While I find this all so academically fascinating, this barbecued chicken is, actually, “rotisserie” chicken. Oh... one could argue that it is technically a barbecue style of cooking but, well, it is a combination of that radiant heat (BBQ) and the rotisserie. Without the rotisserie ... if you used a barbecue and dropped your chicken on the grill you would not end up with the same finished product. It is truly, in my view, the exposure to heat given by the rotation of the rotisserie skewers, the meat basting in its own juices, and the fact that the skin doesn't actually come into direct contact with any searing hot surfaces. I think it's all this which gives it its unique texture.
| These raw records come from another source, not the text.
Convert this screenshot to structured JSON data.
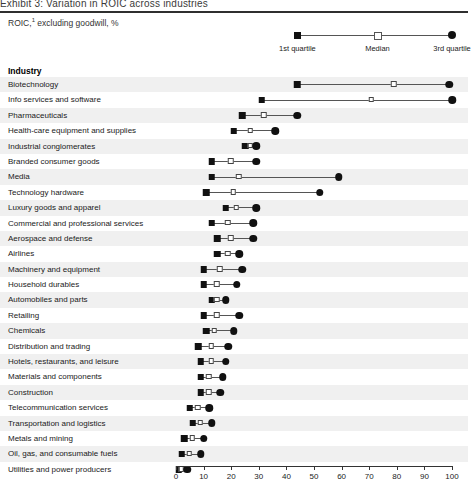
{
  "header": {
    "title_fragment": "Exhibit 3:  Variation in ROIC across industries",
    "subtitle": "ROIC,1 excluding goodwill, %"
  },
  "legend": {
    "items": [
      {
        "name": "first-quartile",
        "label": "1st quartile",
        "marker": "square",
        "value": 44
      },
      {
        "name": "median",
        "label": "Median",
        "marker": "open-square",
        "value": 73
      },
      {
        "name": "third-quartile",
        "label": "3rd quartile",
        "marker": "circle",
        "value": 100
      }
    ]
  },
  "column_header": "Industry",
  "chart_data": {
    "type": "dot-plot",
    "xlabel": "",
    "ylabel": "Industry",
    "xlim": [
      0,
      100
    ],
    "xticks": [
      0,
      10,
      20,
      30,
      40,
      50,
      60,
      70,
      80,
      90,
      100
    ],
    "grid": false,
    "legend_position": "top-right",
    "series": [
      {
        "name": "1st quartile",
        "marker": "filled-square"
      },
      {
        "name": "Median",
        "marker": "open-square"
      },
      {
        "name": "3rd quartile",
        "marker": "filled-circle"
      }
    ],
    "categories": [
      "Biotechnology",
      "Info services and software",
      "Pharmaceuticals",
      "Health-care equipment and supplies",
      "Industrial conglomerates",
      "Branded consumer goods",
      "Media",
      "Technology hardware",
      "Luxury goods and apparel",
      "Commercial and professional services",
      "Aerospace and defense",
      "Airlines",
      "Machinery and equipment",
      "Household durables",
      "Automobiles and parts",
      "Retailing",
      "Chemicals",
      "Distribution and trading",
      "Hotels, restaurants, and leisure",
      "Materials and components",
      "Construction",
      "Telecommunication services",
      "Transportation and logistics",
      "Metals and mining",
      "Oil, gas, and consumable fuels",
      "Utilities and power producers"
    ],
    "rows": [
      {
        "industry": "Biotechnology",
        "q1": 44,
        "median": 79,
        "q3": 99
      },
      {
        "industry": "Info services and software",
        "q1": 31,
        "median": 71,
        "q3": 100
      },
      {
        "industry": "Pharmaceuticals",
        "q1": 24,
        "median": 32,
        "q3": 44
      },
      {
        "industry": "Health-care equipment and supplies",
        "q1": 21,
        "median": 27,
        "q3": 36
      },
      {
        "industry": "Industrial conglomerates",
        "q1": 25,
        "median": 27,
        "q3": 29
      },
      {
        "industry": "Branded consumer goods",
        "q1": 13,
        "median": 20,
        "q3": 29
      },
      {
        "industry": "Media",
        "q1": 13,
        "median": 23,
        "q3": 59
      },
      {
        "industry": "Technology hardware",
        "q1": 11,
        "median": 21,
        "q3": 52
      },
      {
        "industry": "Luxury goods and apparel",
        "q1": 18,
        "median": 22,
        "q3": 29
      },
      {
        "industry": "Commercial and professional services",
        "q1": 13,
        "median": 19,
        "q3": 28
      },
      {
        "industry": "Aerospace and defense",
        "q1": 15,
        "median": 20,
        "q3": 28
      },
      {
        "industry": "Airlines",
        "q1": 15,
        "median": 19,
        "q3": 23
      },
      {
        "industry": "Machinery and equipment",
        "q1": 10,
        "median": 16,
        "q3": 24
      },
      {
        "industry": "Household durables",
        "q1": 10,
        "median": 15,
        "q3": 22
      },
      {
        "industry": "Automobiles and parts",
        "q1": 13,
        "median": 15,
        "q3": 18
      },
      {
        "industry": "Retailing",
        "q1": 10,
        "median": 15,
        "q3": 23
      },
      {
        "industry": "Chemicals",
        "q1": 11,
        "median": 14,
        "q3": 21
      },
      {
        "industry": "Distribution and trading",
        "q1": 8,
        "median": 13,
        "q3": 19
      },
      {
        "industry": "Hotels, restaurants, and leisure",
        "q1": 9,
        "median": 13,
        "q3": 18
      },
      {
        "industry": "Materials and components",
        "q1": 9,
        "median": 12,
        "q3": 17
      },
      {
        "industry": "Construction",
        "q1": 9,
        "median": 12,
        "q3": 16
      },
      {
        "industry": "Telecommunication services",
        "q1": 5,
        "median": 8,
        "q3": 12
      },
      {
        "industry": "Transportation and logistics",
        "q1": 6,
        "median": 9,
        "q3": 13
      },
      {
        "industry": "Metals and mining",
        "q1": 3,
        "median": 6,
        "q3": 10
      },
      {
        "industry": "Oil, gas, and consumable fuels",
        "q1": 2,
        "median": 5,
        "q3": 9
      },
      {
        "industry": "Utilities and power producers",
        "q1": 1,
        "median": 2,
        "q3": 4
      }
    ]
  },
  "axis": {
    "ticks": [
      "0",
      "10",
      "20",
      "30",
      "40",
      "50",
      "60",
      "70",
      "80",
      "90",
      "100"
    ]
  }
}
Now, just for the record, I think chicken done on a barbecue can be just wonderful. I would never turn down a good piece of barbecued chicken, but a good piece of rotisserie chicken is flippin' awesome!

With all this said, and the fact that we don't live in Montreal and rarely visit, we still get to enjoy this dinner when we want it. Now we prepare the meal at home. Grocery stores, over the past several years (probably a gradual growth since the past 15 or 20 or so years) have begun carrying a lot more prepared foods. You can now get a finished, hot pizza at a grocery store. You can buy a tray of sushi or you can pick up a whole barbecue chicken, and fries and slaw – all at your grocer. You don't have to cook. You can buy a finished garden salad and a single serving of salad dressing at a salad bar in some grocery stores. The grocer is now more than a mere grocer. It now provides a value added service. You can either buy the ingredients separately or you can buy them fully assembled and hot.

We still choose to prepare as much as we are able at home. We get a rotisserie chicken from a grocery store and a packet of dry dipping sauce mix – add water, heat it up and you have sauce. What we do with everything is up to us. We make a coleslaw – usually a pomegranate slaw these days. We usually make some pita – almost always 30 % whole wheat. It's relatively quick and easy (about two hours including rising time – now that I'm practiced at it). While the dough rises (one hour), fries are cut (this time, a “plank” cut) – usually from russets. The sauce is mixed and the slaw is made. The chicken portions go into the oven to heat. All the prep is done during that rising time. If I'm doing well, all that's left is the second fry on the potatoes, cooking the pita, and plating. The six pita take about 20 minutes to cook. All-in-all, it takes about two hours to prepare this entire meal.

Recipes for our homemade elements are at www.foodcult.com/recipes.php

In the end, what we get is a really satisfying meal! ...And this is how a traditional, rotisserie chicken meal should look!
FCbbqChickenDinner_May24-18.jpg
(Okay – they use white plates and rolls rather than pita ... but you get the idea!)